Recent studies in RMS have revealed recurrent mutations in the RAS pathway, particularly affecting NRAS. Dolghik et al32 demonstrated that PIK3CA played a critical role in the activation of the PI3K/AKT/mTOR pathway in NRAS mutant RMS. They noted that NRAS-mutated RMS cells particularly relied on PIK3CA to prevent cell death upon NRAS silencing or MEK inhibition. Their data showed that specific PIK3CA knockdown was sufficient to cooperatively trigger cell death together with pharmacological MEK inhibition. In addition, pharmacological inhibitors of MEK or NRAS knockdown synergize with the PIK3CA specific inhibitor BYL719 to trigger cell death in NRAS-mutated RMS cells. All this data supports the rationale for the combination of MEK and PIK3CA specific inhibitors in NRAS mutated RMS. This recommendation is a future option for one of the patients studied in our cohort.

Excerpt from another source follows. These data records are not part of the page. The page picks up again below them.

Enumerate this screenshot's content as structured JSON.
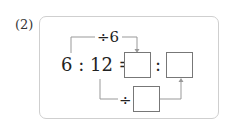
{
  "problem": {
    "number_label": "(2)",
    "expression": "6 : 12 =",
    "ratio_colon": ":",
    "top_operator": "÷6",
    "bottom_operator": "÷",
    "answer_boxes": [
      "",
      "",
      ""
    ]
  },
  "colors": {
    "frame_border": "#cfcfcf",
    "line": "#999999",
    "text": "#222222"
  }
}
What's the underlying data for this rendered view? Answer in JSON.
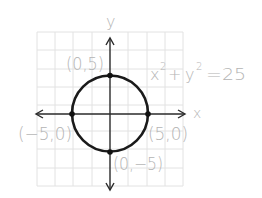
{
  "figure": {
    "equation": {
      "x_term": "x",
      "x_exp": "2",
      "plus": "+",
      "y_term": "y",
      "y_exp": "2",
      "rhs": "=25"
    },
    "axes": {
      "x_label": "x",
      "y_label": "y"
    },
    "points": [
      {
        "label": "(0,5)",
        "x": 0,
        "y": 5
      },
      {
        "label": "(5,0)",
        "x": 5,
        "y": 0
      },
      {
        "label": "(0,−5)",
        "x": 0,
        "y": -5
      },
      {
        "label": "(−5,0)",
        "x": -5,
        "y": 0
      }
    ],
    "radius": 5,
    "center": [
      0,
      0
    ],
    "colors": {
      "grid": "#e2e2e2",
      "curve": "#1a1a1a",
      "axis": "#2a2a2a",
      "label": "#b4b4b4"
    }
  }
}
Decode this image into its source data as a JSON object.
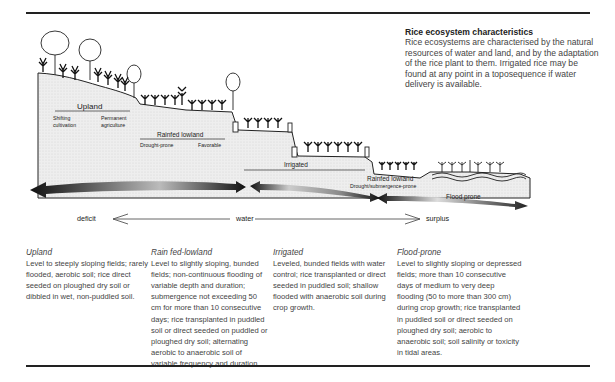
{
  "intro": {
    "title": "Rice ecosystem characteristics",
    "body": "Rice ecosystems are characterised by the natural resources of water and land, and by the adaptation of the rice plant to them. Irrigated rice may be found at any point in a toposequence if water delivery is available."
  },
  "diagram": {
    "labels": {
      "upland": "Upland",
      "shifting": "Shifting",
      "cultivation": "cultivation",
      "permanent": "Permanent",
      "agriculture": "agriculture",
      "rainfed_lowland_1": "Rainfed lowland",
      "drought_prone": "Drought-prone",
      "favorable": "Favorable",
      "irrigated": "Irrigated",
      "rainfed_lowland_2": "Rainfed lowland",
      "drought_submergence": "Drought/submergence-prone",
      "flood_prone": "Flood prone"
    },
    "water_axis": {
      "left": "deficit",
      "center": "water",
      "right": "surplus"
    }
  },
  "columns": [
    {
      "heading": "Upland",
      "text": "Level to steeply sloping fields; rarely flooded, aerobic soil; rice direct seeded on ploughed dry soil or dibbled in wet, non-puddled soil."
    },
    {
      "heading": "Rain fed-lowland",
      "text": "Level to slightly sloping, bunded fields; non-continuous flooding of variable depth and duration; submergence not exceeding 50 cm for more than 10 consecutive days; rice transplanted in puddled soil or direct seeded on puddled or ploughed dry soil; alternating aerobic to anaerobic soil of variable frequency and duration."
    },
    {
      "heading": "Irrigated",
      "text": "Leveled, bunded fields with water control; rice transplanted or direct seeded in puddled soil; shallow flooded with anaerobic soil during crop growth."
    },
    {
      "heading": "Flood-prone",
      "text": "Level to slightly sloping or depressed fields; more than 10 consecutive days of medium to very deep flooding (50 to more than 300 cm) during crop growth; rice transplanted in puddled soil or direct seeded on ploughed dry soil; aerobic to anaerobic soil; soil salinity or toxicity in tidal areas."
    }
  ]
}
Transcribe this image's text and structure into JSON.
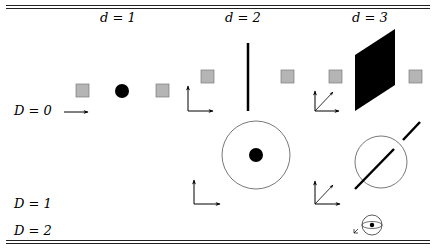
{
  "columns": [
    {
      "label": "d = 1"
    },
    {
      "label": "d = 2"
    },
    {
      "label": "d = 3"
    }
  ],
  "rows": [
    {
      "label": "D = 0"
    },
    {
      "label": "D = 1"
    },
    {
      "label": "D = 2"
    }
  ],
  "colors": {
    "square_fill": "#b5b5b5",
    "square_stroke": "#7a7a7a",
    "ink": "#000000",
    "circle_stroke": "#555555"
  },
  "icons": [
    "point-icon",
    "line-icon",
    "plane-icon",
    "circle-icon",
    "sphere-icon",
    "axes-1d-icon",
    "axes-2d-icon",
    "axes-3d-icon",
    "grey-square-icon"
  ]
}
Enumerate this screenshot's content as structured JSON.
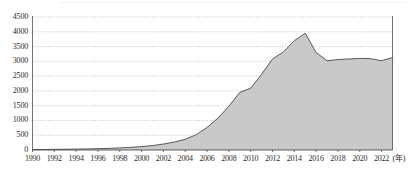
{
  "chart_data": {
    "type": "area",
    "title": "",
    "xlabel": "(年)",
    "ylabel": "",
    "ylim": [
      0,
      4500
    ],
    "xlim": [
      1990,
      2023
    ],
    "grid": true,
    "legend": null,
    "y_ticks": [
      "0",
      "500",
      "1000",
      "1500",
      "2000",
      "2500",
      "3000",
      "3500",
      "4000",
      "4500"
    ],
    "y_tick_values": [
      0,
      500,
      1000,
      1500,
      2000,
      2500,
      3000,
      3500,
      4000,
      4500
    ],
    "x_ticks": [
      "1990",
      "1992",
      "1994",
      "1996",
      "1998",
      "2000",
      "2002",
      "2004",
      "2006",
      "2008",
      "2010",
      "2012",
      "2014",
      "2016",
      "2018",
      "2020",
      "2022"
    ],
    "x_tick_values": [
      1990,
      1992,
      1994,
      1996,
      1998,
      2000,
      2002,
      2004,
      2006,
      2008,
      2010,
      2012,
      2014,
      2016,
      2018,
      2020,
      2022
    ],
    "x_unit_label": "(年)",
    "series": [
      {
        "name": "series-1",
        "fill_color": "#c9c9c9",
        "line_color": "#4a4a4a",
        "x": [
          1990,
          1991,
          1992,
          1993,
          1994,
          1995,
          1996,
          1997,
          1998,
          1999,
          2000,
          2001,
          2002,
          2003,
          2004,
          2005,
          2006,
          2007,
          2008,
          2009,
          2010,
          2011,
          2012,
          2013,
          2014,
          2015,
          2016,
          2017,
          2018,
          2019,
          2020,
          2021,
          2022,
          2023
        ],
        "values": [
          15,
          18,
          22,
          26,
          30,
          36,
          44,
          55,
          70,
          90,
          115,
          150,
          200,
          270,
          360,
          520,
          760,
          1080,
          1480,
          1950,
          2090,
          2560,
          3080,
          3320,
          3700,
          3950,
          3300,
          3020,
          3060,
          3080,
          3100,
          3090,
          3020,
          3130
        ]
      }
    ],
    "annotations": {
      "peak_year": 2015,
      "peak_value": 3950
    }
  },
  "axis_style": {
    "gridline_color": "#9a9a9a",
    "axis_color": "#3a3a3a",
    "tick_font_px": 8
  }
}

In this study, a patient diagnosed with c-KIT positive (CD-117) GIST was treated with imatinib and so far, has maintained complete response after surgery. Another patient with ALK + myofibroblastic inflammatory tumor received treatment with ceritinib obtaining a partial response. Both of these rare sarcomas have a classical alteration that has been widely reported before.
In conclusion, we have observed that the incorporation of NGS results together with ancillary studies into pediatric sarcoma clinical practice is feasible and allows personalized treatments with acceptable disease control rates in the relapse setting. At the moment, as the integration NGS as a routine diagnostic technique has been limited this is difficult to estimate, although the situation is changing and sequencing studies are gradually becoming widespread33,34,35. Further investigations are required to confirm this hypothesis.
In this study, up to 23% of the patients would obtain clinical benefit by implementing this precision medicine approach complementing routine diagnostic techniques. Although the understanding of pediatric sarcomas’ biology has improved in a relatively short period of time, outcomes in high-risk tumors remain poor and regarding new therapeutic strategies, very few advances have been highlighted. This emphasizes that strong, international efforts are still required in order to improve implementation of new diagnostic techniques, impulse pediatric drug development and access to clinical trials in childhood. Finally, we would like to stress the importance of treating childhood, adolescent and young adult sarcomas and other types of cancers in specialized units, with all the available expertise and distinct requirements involving this particular population.